Mr. Kim “tells me that he didn’t know about it, and I will take him at his word,” Mr. Trump said.
Those comments struck a discordant note in the generally positive assessment in Washington of Mr. Trump’s handling of the summit.
“We must remember Otto, and we should never let North Korea off the hook for what they did to him,” Sen. Rob Portman, Ohio Republican, said in a statement.
But ending the summit without agreement on any of the issues discussed clearly fell short of expectations. Negotiators on both sides had spent months in talks leading up to the summit, trying to pave the way for an agreement that also could have included a declaration to formally end the Korean War or the opening of a U.S. liaison office in Pyongyang.
The stunning result divided analysts who said Mr. Trump had already taken a huge gamble in agreeing to meet with the reclusive North Korean leader and holding a one-on-negotiating session with so many key items still unresolved.
Senate Minority Leader Charles E. Schumer, a New York Democrat who is usually a fierce critic of the president, said Mr. Trump “did the right thing by walking away and not cutting a poor deal for the sake of a photo op.”
House Speaker Nancy Pelosi, California Democrat, also said Mr. Trump was right not to take a bad deal, but she argued that Mr. Kim was the “big winner” for having secured two personal summits with an American president and easing his country’s pariah status without having made any significant concessions.
Some said Mr. Trump may have enhanced his bargaining position by showing the North Koreans and a watching world that he was willing to risk short-term setbacks to achieve his long-term goals. North Korea’s hopes for an easing of its economic isolation — and even a possible formal ending to the stalemated Korean War of the 1950s — were dashed with Mr. Trump’s decision to walk away.
The summit result was clearly a setback for South Korea, which has pursued its own rapprochement with Pyongyang and hoped a U.S.-North Korean detente would speed along that process. Mr. Trump spoke with South Korean President Moon Jae-in on the flight home from Hanoi, the White House said.
Mr. Moon’s office said in a statement that it regretted the outcome of the summit but expressed a firm commitment to continue North-South negotiations.
South Korean officials said Mr. Moon encouraged Mr. Trump to continue his efforts for accomplishing the “historic feat of resolving the world’s last remaining Cold War rivalry” and that the two leaders agreed to meet soon to discuss the nuclear issue, The Associated Press reported.
China, North Korea’s longtime key ally, refused to assign blame for the Hanoi summit. Officials said Mr. Trump’s diplomatic gambit was a positive step and that the U.S. and North Korea must “meet each other halfway” if a deal is to be struck.
Chinese Foreign Ministry spokesman Lu Kang told reporters that the Korean Peninsula had experienced a significant “turnaround” over the past year, a “hard-won result” that is worth cherishing.
Smiles and setbacks
After a friendly dinner Wednesday night in Hanoi and talks that Mr. Trump described as “very good,” the discussions rapidly fell apart Thursday.

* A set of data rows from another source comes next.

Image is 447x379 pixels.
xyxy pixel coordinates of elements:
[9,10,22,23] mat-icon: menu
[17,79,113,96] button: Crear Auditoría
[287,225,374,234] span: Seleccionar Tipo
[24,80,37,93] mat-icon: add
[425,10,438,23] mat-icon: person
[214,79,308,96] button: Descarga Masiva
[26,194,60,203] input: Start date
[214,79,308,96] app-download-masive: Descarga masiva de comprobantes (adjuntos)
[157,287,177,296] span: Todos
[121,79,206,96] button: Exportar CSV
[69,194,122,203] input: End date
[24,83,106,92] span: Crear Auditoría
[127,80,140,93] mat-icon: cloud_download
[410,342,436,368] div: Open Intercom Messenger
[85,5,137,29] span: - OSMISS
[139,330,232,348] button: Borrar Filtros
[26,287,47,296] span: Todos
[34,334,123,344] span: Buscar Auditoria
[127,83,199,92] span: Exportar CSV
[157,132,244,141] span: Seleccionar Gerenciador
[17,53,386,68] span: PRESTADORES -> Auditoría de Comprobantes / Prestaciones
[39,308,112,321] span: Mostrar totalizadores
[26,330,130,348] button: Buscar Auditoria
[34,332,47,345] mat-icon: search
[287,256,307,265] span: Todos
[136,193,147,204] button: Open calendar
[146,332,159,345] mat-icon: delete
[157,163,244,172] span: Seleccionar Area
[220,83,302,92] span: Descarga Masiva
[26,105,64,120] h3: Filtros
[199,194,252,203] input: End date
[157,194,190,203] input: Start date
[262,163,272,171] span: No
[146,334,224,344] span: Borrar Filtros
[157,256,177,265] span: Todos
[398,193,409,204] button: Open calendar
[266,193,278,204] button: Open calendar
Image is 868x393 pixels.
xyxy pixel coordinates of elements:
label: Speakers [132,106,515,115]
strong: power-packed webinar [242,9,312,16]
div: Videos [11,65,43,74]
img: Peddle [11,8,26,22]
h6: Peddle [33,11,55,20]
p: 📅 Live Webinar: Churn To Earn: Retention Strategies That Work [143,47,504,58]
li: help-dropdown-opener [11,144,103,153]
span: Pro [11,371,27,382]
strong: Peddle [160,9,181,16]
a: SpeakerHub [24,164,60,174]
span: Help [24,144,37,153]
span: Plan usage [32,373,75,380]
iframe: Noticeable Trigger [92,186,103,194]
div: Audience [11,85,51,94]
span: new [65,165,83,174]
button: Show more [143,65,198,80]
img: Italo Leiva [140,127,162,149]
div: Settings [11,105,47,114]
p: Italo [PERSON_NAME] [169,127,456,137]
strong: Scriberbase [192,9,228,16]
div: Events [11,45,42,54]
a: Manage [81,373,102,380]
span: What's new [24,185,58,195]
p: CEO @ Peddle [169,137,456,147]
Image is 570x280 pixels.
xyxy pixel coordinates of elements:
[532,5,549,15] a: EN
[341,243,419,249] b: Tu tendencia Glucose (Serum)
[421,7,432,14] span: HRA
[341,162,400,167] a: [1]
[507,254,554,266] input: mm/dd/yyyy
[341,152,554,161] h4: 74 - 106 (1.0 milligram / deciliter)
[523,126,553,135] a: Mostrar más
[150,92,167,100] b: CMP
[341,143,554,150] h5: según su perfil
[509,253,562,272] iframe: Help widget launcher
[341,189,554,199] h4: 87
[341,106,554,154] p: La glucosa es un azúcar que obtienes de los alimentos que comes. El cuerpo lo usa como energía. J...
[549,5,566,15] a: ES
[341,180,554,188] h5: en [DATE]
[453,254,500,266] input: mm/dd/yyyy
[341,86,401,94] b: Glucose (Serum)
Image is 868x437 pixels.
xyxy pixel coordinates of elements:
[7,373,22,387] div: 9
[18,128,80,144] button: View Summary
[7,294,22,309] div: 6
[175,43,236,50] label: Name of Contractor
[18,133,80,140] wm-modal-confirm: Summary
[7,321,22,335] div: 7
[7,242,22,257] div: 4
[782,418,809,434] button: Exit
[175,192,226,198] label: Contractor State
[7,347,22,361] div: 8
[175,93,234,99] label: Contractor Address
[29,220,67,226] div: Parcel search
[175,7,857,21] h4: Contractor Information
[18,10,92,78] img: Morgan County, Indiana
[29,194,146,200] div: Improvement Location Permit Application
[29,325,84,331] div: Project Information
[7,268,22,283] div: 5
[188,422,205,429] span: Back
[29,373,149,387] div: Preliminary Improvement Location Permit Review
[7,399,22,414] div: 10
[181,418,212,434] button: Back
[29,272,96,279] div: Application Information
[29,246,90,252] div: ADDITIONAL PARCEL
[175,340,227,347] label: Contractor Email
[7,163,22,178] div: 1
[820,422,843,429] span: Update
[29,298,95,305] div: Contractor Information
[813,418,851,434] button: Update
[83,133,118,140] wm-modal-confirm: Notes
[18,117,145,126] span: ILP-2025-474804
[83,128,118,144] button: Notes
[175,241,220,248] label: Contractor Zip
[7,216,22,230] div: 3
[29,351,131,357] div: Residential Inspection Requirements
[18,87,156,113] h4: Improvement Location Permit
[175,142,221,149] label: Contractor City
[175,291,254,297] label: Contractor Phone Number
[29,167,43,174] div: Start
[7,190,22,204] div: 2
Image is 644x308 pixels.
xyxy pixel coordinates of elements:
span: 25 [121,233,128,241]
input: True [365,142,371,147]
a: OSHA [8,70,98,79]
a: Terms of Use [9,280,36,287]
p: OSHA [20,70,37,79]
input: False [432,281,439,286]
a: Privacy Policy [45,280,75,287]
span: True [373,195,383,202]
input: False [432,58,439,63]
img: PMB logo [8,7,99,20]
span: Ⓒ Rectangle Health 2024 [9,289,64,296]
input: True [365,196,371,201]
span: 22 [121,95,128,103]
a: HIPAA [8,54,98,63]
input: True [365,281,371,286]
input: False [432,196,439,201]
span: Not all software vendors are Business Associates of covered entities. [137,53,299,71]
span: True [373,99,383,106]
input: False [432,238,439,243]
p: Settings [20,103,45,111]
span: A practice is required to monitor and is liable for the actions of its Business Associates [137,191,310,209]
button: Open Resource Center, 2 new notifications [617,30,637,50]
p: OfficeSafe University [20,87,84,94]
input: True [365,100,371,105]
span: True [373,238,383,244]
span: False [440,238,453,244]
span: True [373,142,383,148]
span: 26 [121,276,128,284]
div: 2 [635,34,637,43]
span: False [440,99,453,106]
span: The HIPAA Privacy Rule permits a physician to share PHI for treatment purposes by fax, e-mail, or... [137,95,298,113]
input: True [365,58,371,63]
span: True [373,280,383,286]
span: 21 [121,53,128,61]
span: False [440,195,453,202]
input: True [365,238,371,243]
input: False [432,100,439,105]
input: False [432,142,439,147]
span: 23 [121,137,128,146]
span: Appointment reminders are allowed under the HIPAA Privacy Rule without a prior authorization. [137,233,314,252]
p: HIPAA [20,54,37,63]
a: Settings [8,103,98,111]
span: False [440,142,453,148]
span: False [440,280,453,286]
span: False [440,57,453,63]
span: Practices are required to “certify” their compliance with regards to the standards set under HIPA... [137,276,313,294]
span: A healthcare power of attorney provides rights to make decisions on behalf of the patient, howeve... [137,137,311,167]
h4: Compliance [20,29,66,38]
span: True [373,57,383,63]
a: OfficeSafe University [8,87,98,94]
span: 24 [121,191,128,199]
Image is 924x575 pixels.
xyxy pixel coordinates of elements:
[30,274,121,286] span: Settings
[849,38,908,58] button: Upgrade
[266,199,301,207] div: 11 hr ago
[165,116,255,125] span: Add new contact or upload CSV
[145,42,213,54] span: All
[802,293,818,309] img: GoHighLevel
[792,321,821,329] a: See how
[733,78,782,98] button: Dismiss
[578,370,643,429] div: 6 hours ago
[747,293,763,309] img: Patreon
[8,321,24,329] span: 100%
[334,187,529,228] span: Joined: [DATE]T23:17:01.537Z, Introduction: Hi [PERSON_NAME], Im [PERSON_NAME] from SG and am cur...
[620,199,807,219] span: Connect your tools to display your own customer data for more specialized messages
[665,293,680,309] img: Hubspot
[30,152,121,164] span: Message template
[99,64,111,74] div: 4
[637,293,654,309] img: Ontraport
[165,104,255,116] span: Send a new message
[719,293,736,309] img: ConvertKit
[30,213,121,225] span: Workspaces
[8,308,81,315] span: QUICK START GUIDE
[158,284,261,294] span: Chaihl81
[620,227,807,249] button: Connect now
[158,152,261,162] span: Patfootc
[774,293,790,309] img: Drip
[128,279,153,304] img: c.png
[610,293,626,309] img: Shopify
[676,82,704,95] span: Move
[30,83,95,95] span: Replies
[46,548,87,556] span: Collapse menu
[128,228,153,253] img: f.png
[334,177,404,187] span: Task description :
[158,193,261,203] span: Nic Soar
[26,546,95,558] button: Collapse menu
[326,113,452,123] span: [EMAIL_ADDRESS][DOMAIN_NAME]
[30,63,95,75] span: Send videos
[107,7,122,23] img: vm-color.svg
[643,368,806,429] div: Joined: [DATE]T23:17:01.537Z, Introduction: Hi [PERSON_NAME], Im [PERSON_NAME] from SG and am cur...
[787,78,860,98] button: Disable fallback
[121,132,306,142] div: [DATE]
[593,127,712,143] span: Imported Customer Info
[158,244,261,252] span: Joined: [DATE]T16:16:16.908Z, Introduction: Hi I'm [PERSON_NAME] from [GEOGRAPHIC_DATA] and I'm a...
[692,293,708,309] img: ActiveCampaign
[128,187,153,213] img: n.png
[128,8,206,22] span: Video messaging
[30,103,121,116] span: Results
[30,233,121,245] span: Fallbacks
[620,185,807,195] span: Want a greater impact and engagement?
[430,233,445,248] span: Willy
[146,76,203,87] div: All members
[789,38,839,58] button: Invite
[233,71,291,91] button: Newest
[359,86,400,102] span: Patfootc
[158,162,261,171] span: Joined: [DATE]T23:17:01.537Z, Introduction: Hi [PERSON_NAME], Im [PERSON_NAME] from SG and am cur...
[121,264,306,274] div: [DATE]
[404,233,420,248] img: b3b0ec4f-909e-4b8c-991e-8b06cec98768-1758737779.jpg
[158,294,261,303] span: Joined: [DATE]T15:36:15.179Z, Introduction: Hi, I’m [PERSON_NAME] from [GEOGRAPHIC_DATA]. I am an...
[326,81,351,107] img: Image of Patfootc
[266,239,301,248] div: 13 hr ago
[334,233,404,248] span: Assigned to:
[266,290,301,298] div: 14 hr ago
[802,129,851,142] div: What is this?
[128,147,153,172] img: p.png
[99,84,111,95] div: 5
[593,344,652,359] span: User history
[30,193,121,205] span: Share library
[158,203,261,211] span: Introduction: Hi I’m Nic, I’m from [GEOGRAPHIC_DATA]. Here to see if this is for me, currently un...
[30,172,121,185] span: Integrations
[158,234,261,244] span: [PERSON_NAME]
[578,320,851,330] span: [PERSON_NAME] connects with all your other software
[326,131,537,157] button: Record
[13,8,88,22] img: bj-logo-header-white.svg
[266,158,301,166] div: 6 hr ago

The two leaders canceled a formal working lunch, and the White House soon announced a “schedule change.” Word soon came down that the joint signing ceremony with both leaders was canceled.
The second summit between the two men began with smiles and handshakes Wednesday as Mr. Trump sought more clarity from the North Korean leader on the steps he would be willing to take to dismantle his nuclear weapons program. They started that process at a breakthrough summit in Singapore in June.
Mr. Trump was lowering expectations for the second round of talks, cautioning the media that he was in “no rush” to get a comprehensive agreement as long as Mr. Kim continued to honor his pledge not to conduct any more missile tests.
Asked whether he was serious about giving up his weapons program, Mr. Kim had said, “If I was not, I wouldn’t be here.”
Another reporter asked whether he was willing to take concrete steps to denuclearize. Mr. Kim said: “That’s what we are discussing right now.”
⦁ David R. Sands reported from Washington for this article, which is based in part on wire service reports.